- Algorithms
Quantum Neural Network
A parameterized quantum circuit whose gate angles are trained via gradient-based optimization to minimize a loss function, used as a trainable model for learning tasks.
Quantum neural networks (QNNs) are the quantum computing field’s answer to deep learning: trainable circuit architectures where the parameters (rotation angles on qubit gates) are updated by gradient descent to fit a dataset or optimize an objective. The analogy to classical neural networks is structural: an encoding layer maps input data to qubit states, variational layers apply parameterized entangling operations, and a measurement layer produces an output. The hope is that the exponentially large Hilbert space acts as an implicit high-dimensional feature space that classical networks cannot access efficiently.
As of 2026, this hope remains unvalidated for practical tasks. QNNs are actively studied, widely implemented, and deeply problematic in ways that are instructive for understanding the limits of near-term quantum machine learning.
The details
A typical QNN circuit has three components:
- Encoding layer: Classical data is embedded into qubit rotations, for example via angle encoding on qubit , or amplitude encoding into the state vector.
- Variational layers: repeated blocks of parameterized single-qubit rotations , interleaved with fixed entangling gates (CNOT or CZ in a chosen topology).
- Measurement: Expectation values are computed and combined into a scalar output.
Gradients with respect to parameters are computed via the parameter-shift rule, which requires two circuit evaluations per parameter:
This rule is exact (not a finite-difference approximation) and is natively supported by PennyLane, the primary framework for QNN research. A minimal PennyLane QNN looks like:
import pennylane as qml
import numpy as np
dev = qml.device("default.qubit", wires=2)
@qml.qnode(dev)
def qnn(x, params):
# Encoding layer
qml.AngleEmbedding(x, wires=[0, 1])
# Variational layer
qml.BasicEntanglerLayers(params, wires=[0, 1])
return qml.expval(qml.PauliZ(0))
x = np.array([0.5, 1.2])
params = np.random.uniform(0, np.pi, (3, 2)) # 3 layers, 2 qubits
grad_fn = qml.grad(qnn, argnum=1)
grads = grad_fn(x, params)
The barren plateau problem is the central obstacle to scaling QNNs. For a random parameterized circuit on qubits, the variance of the gradient with respect to any single parameter decays exponentially in both circuit depth and qubit count:
In practice this means that for circuits with more than around 10-15 qubits and moderate depth, all gradients are exponentially small and indistinguishable from noise. Training becomes practically impossible. Proposed mitigations (layer-by-layer initialization, identity block initialization, local cost functions) reduce but do not eliminate the problem for deep circuits.
Why it matters for learners
QNNs are important to study not because they currently outperform classical models, but because they crystallize the central questions of near-term quantum machine learning. What is the quantum analogue of expressibility? Does circuit expressibility translate to learning performance? When does the overhead of quantum hardware pay off over classical computation?
The barren plateau result is particularly instructive. It shows that the same property that makes QNNs seem powerful (global entanglement across many qubits) is also what makes them untrainable. This is a deeper version of the vanishing gradient problem in classical deep networks, but exponentially worse and not solved by residual connections or normalization layers.
For learners coming from classical ML, QNNs are a good entry point to variational quantum algorithms because the training loop is familiar. PennyLane is the recommended framework for exploration.
Common misconceptions
Misconception 1: QNNs provide quantum advantage on classical machine learning tasks. There is no convincing experimental or theoretical evidence that QNNs outperform classical neural networks or kernel methods on any practical dataset (image classification, language, tabular data). Claims of quantum advantage in ML consistently use artificially constructed datasets or do not account for classical baselines fairly.
Misconception 2: More parameters means a more expressive QNN. For random circuits, adding parameters tends to worsen barren plateaus rather than improve expressibility in a useful sense. Expressibility in the Hilbert space sense (coverage of unitaries) and learnability from data are distinct properties. A circuit can be maximally expressive and entirely untrainable simultaneously.
Misconception 3: QNNs are quantum analogues of neural networks in a deep sense. The analogy is structural but not functional. Classical neural networks compute hierarchical feature representations via nonlinear activations. QNNs compute linear operations in Hilbert space (unitary evolution) with nonlinearity entering only at measurement. The two architectures have fundamentally different computational mechanisms, and lessons from classical deep learning do not transfer straightforwardly.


• WHAT YOU SHOULD DO
Each record needs to be retyped exactly, though its pictures should not appear.

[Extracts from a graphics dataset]

__________________________________________________

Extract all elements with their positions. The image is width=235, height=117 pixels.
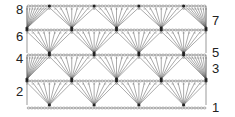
row-label-2: 2	[16, 85, 23, 98]
row-label-7: 7	[212, 14, 219, 27]
row-label-6: 6	[16, 30, 23, 43]
row-label-4: 4	[16, 52, 23, 65]
row-label-8: 8	[16, 3, 23, 16]
crochet-chart	[0, 0, 235, 117]
row-label-5: 5	[212, 46, 219, 59]
row-label-3: 3	[212, 62, 219, 75]
row-label-1: 1	[212, 101, 219, 114]
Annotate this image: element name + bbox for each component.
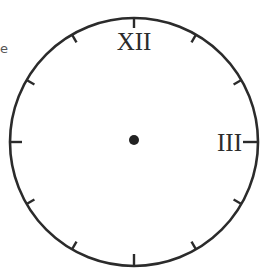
clock-face: XII III <box>0 0 262 279</box>
tick-7 <box>72 242 77 250</box>
tick-4 <box>234 200 242 205</box>
tick-8 <box>27 200 35 205</box>
numeral-twelve: XII <box>117 28 152 55</box>
tick-2 <box>234 80 242 85</box>
tick-1 <box>192 35 197 43</box>
tick-10 <box>27 80 35 85</box>
numeral-three: III <box>217 129 242 156</box>
tick-11 <box>72 35 77 43</box>
center-dot <box>129 135 139 145</box>
tick-5 <box>192 242 197 250</box>
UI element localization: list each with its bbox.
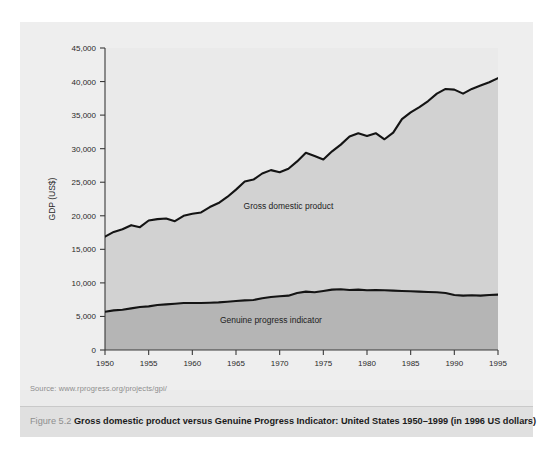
y-tick-label: 35,000 <box>72 111 97 120</box>
y-tick-label: 10,000 <box>72 279 97 288</box>
y-tick-label: 40,000 <box>72 78 97 87</box>
source-note: Source: www.rprogress.org/projects/gpi/ <box>30 384 167 393</box>
x-tick-label: 1980 <box>358 359 376 368</box>
x-tick-label: 1990 <box>445 359 463 368</box>
figure-number: Figure 5.2 <box>30 416 71 426</box>
figure-title: Gross domestic product versus Genuine Pr… <box>74 416 536 426</box>
x-tick-label: 1985 <box>402 359 420 368</box>
y-axis-title: GDP (US$) <box>47 177 57 220</box>
x-tick-label: 1955 <box>140 359 158 368</box>
figure-container: 05,00010,00015,00020,00025,00030,00035,0… <box>20 22 533 436</box>
y-tick-label: 45,000 <box>72 44 97 53</box>
x-tick-label: 1960 <box>183 359 201 368</box>
caption-text: Figure 5.2 Gross domestic product versus… <box>20 417 536 426</box>
y-tick-label: 0 <box>92 346 97 355</box>
x-tick-label: 1970 <box>271 359 289 368</box>
y-tick-label: 15,000 <box>72 245 97 254</box>
x-tick-label: 1965 <box>227 359 245 368</box>
y-tick-label: 20,000 <box>72 212 97 221</box>
y-tick-label: 30,000 <box>72 145 97 154</box>
x-tick-label: 1975 <box>314 359 332 368</box>
x-tick-label: 1995 <box>489 359 507 368</box>
chart-panel: 05,00010,00015,00020,00025,00030,00035,0… <box>20 22 533 390</box>
caption-bar: Figure 5.2 Gross domestic product versus… <box>20 406 533 437</box>
gdp-gpi-area-chart: 05,00010,00015,00020,00025,00030,00035,0… <box>20 22 533 390</box>
gdp-series-label: Gross domestic product <box>244 201 334 211</box>
y-tick-label: 5,000 <box>76 312 97 321</box>
y-tick-label: 25,000 <box>72 178 97 187</box>
x-tick-label: 1950 <box>96 359 114 368</box>
gpi-series-label: Genuine progress indicator <box>220 315 322 325</box>
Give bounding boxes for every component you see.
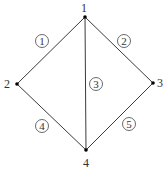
edge-label-1-text: 1 — [39, 35, 45, 47]
edge-label-5-text: 5 — [126, 118, 132, 130]
node-2-dot — [15, 82, 19, 86]
node-2-label: 2 — [4, 77, 10, 91]
edge-1-3 — [85, 17, 153, 83]
node-4-label: 4 — [83, 156, 89, 170]
node-3-dot — [151, 81, 155, 85]
edge-label-1: 1 — [36, 35, 49, 48]
node-3-label: 3 — [157, 76, 163, 90]
node-1-label: 1 — [81, 1, 87, 15]
edge-label-2: 2 — [118, 35, 131, 48]
edge-label-2-text: 2 — [121, 35, 127, 47]
edge-label-3: 3 — [90, 78, 103, 91]
graph-diagram: 1 2 3 4 1 2 3 4 5 — [0, 0, 168, 172]
node-4-dot — [84, 148, 88, 152]
edge-label-4-text: 4 — [39, 120, 45, 132]
edge-1-2 — [17, 17, 85, 84]
node-1-dot — [83, 15, 87, 19]
edge-label-4: 4 — [36, 120, 49, 133]
edge-label-5: 5 — [123, 118, 136, 131]
edge-1-4 — [85, 17, 86, 150]
edge-label-3-text: 3 — [93, 78, 99, 90]
edge-2-4 — [17, 84, 86, 150]
edge-3-4 — [86, 83, 153, 150]
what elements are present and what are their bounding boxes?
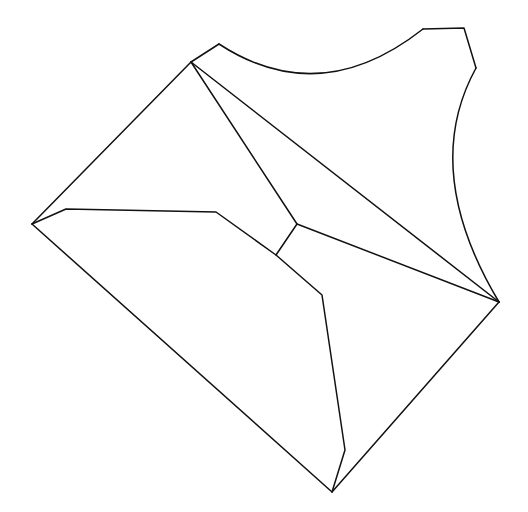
inner-flap bbox=[32, 209, 345, 492]
top-right-notch bbox=[423, 28, 476, 68]
outer-lower-edges bbox=[32, 224, 499, 492]
right-arc bbox=[453, 68, 499, 302]
short-connector-fold bbox=[276, 224, 297, 255]
top-arc bbox=[219, 29, 423, 74]
folded-paper-diagram bbox=[0, 0, 528, 512]
outer-left-upper-edge bbox=[32, 44, 219, 224]
diagonal-fold-main bbox=[191, 62, 499, 302]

__________________________________________________

• WRITTEN ANSWER
Extract all elements with their positions. The image is width=235, height=117 pixels.
row-label-2: 2	[16, 85, 23, 98]
row-label-7: 7	[212, 14, 219, 27]
row-label-6: 6	[16, 30, 23, 43]
row-label-4: 4	[16, 52, 23, 65]
row-label-8: 8	[16, 3, 23, 16]
crochet-chart	[0, 0, 235, 117]
row-label-5: 5	[212, 46, 219, 59]
row-label-3: 3	[212, 62, 219, 75]
row-label-1: 1	[212, 101, 219, 114]
Annotate this image: element name + bbox for each component.
clock-face: XII III <box>0 0 262 279</box>
tick-7 <box>72 242 77 250</box>
tick-4 <box>234 200 242 205</box>
tick-8 <box>27 200 35 205</box>
numeral-twelve: XII <box>117 28 152 55</box>
tick-2 <box>234 80 242 85</box>
tick-1 <box>192 35 197 43</box>
tick-10 <box>27 80 35 85</box>
numeral-three: III <box>217 129 242 156</box>
tick-11 <box>72 35 77 43</box>
center-dot <box>129 135 139 145</box>
tick-5 <box>192 242 197 250</box>
UI element localization: list each with its bbox.
y-tick-label: 35,000 <box>72 111 97 120</box>
y-tick-label: 10,000 <box>72 279 97 288</box>
y-tick-label: 40,000 <box>72 78 97 87</box>
source-note: Source: www.rprogress.org/projects/gpi/ <box>30 384 167 393</box>
x-tick-label: 1980 <box>358 359 376 368</box>
x-tick-label: 1990 <box>445 359 463 368</box>
figure-number: Figure 5.2 <box>30 416 71 426</box>
figure-title: Gross domestic product versus Genuine Pr… <box>74 416 536 426</box>
x-tick-label: 1985 <box>402 359 420 368</box>
y-axis-title: GDP (US$) <box>47 177 57 220</box>
x-tick-label: 1955 <box>140 359 158 368</box>
figure-container: 05,00010,00015,00020,00025,00030,00035,0… <box>20 22 533 436</box>
y-tick-label: 45,000 <box>72 44 97 53</box>
x-tick-label: 1960 <box>183 359 201 368</box>
caption-text: Figure 5.2 Gross domestic product versus… <box>20 417 536 426</box>
y-tick-label: 0 <box>92 346 97 355</box>
x-tick-label: 1970 <box>271 359 289 368</box>
y-tick-label: 15,000 <box>72 245 97 254</box>
x-tick-label: 1965 <box>227 359 245 368</box>
y-tick-label: 20,000 <box>72 212 97 221</box>
y-tick-label: 30,000 <box>72 145 97 154</box>
x-tick-label: 1975 <box>314 359 332 368</box>
x-tick-label: 1995 <box>489 359 507 368</box>
chart-panel: 05,00010,00015,00020,00025,00030,00035,0… <box>20 22 533 390</box>
caption-bar: Figure 5.2 Gross domestic product versus… <box>20 406 533 437</box>
gdp-gpi-area-chart: 05,00010,00015,00020,00025,00030,00035,0… <box>20 22 533 390</box>
gdp-series-label: Gross domestic product <box>244 201 334 211</box>
y-tick-label: 5,000 <box>76 312 97 321</box>
y-tick-label: 25,000 <box>72 178 97 187</box>
x-tick-label: 1950 <box>96 359 114 368</box>
gpi-series-label: Genuine progress indicator <box>220 315 322 325</box>
Give bounding boxes for every component you see.
edge-label-1-text: 1 — [39, 35, 45, 47]
edge-label-5-text: 5 — [126, 118, 132, 130]
node-2-dot — [15, 82, 19, 86]
node-2-label: 2 — [4, 77, 10, 91]
edge-1-3 — [85, 17, 153, 83]
node-4-label: 4 — [83, 156, 89, 170]
node-3-dot — [151, 81, 155, 85]
edge-label-1: 1 — [36, 35, 49, 48]
node-3-label: 3 — [157, 76, 163, 90]
node-1-label: 1 — [81, 1, 87, 15]
edge-label-2: 2 — [118, 35, 131, 48]
edge-label-2-text: 2 — [121, 35, 127, 47]
edge-label-3: 3 — [90, 78, 103, 91]
graph-diagram: 1 2 3 4 1 2 3 4 5 — [0, 0, 168, 172]
node-4-dot — [84, 148, 88, 152]
edge-label-4-text: 4 — [39, 120, 45, 132]
edge-1-2 — [17, 17, 85, 84]
node-1-dot — [83, 15, 87, 19]
edge-label-4: 4 — [36, 120, 49, 133]
edge-label-5: 5 — [123, 118, 136, 131]
edge-1-4 — [85, 17, 86, 150]
edge-label-3-text: 3 — [93, 78, 99, 90]
edge-2-4 — [17, 84, 86, 150]
edge-3-4 — [86, 83, 153, 150]
what elements are present and what are their bounding boxes?
inner-flap bbox=[32, 209, 345, 492]
top-right-notch bbox=[423, 28, 476, 68]
outer-lower-edges bbox=[32, 224, 499, 492]
right-arc bbox=[453, 68, 499, 302]
short-connector-fold bbox=[276, 224, 297, 255]
top-arc bbox=[219, 29, 423, 74]
folded-paper-diagram bbox=[0, 0, 528, 512]
outer-left-upper-edge bbox=[32, 44, 219, 224]
diagonal-fold-main bbox=[191, 62, 499, 302]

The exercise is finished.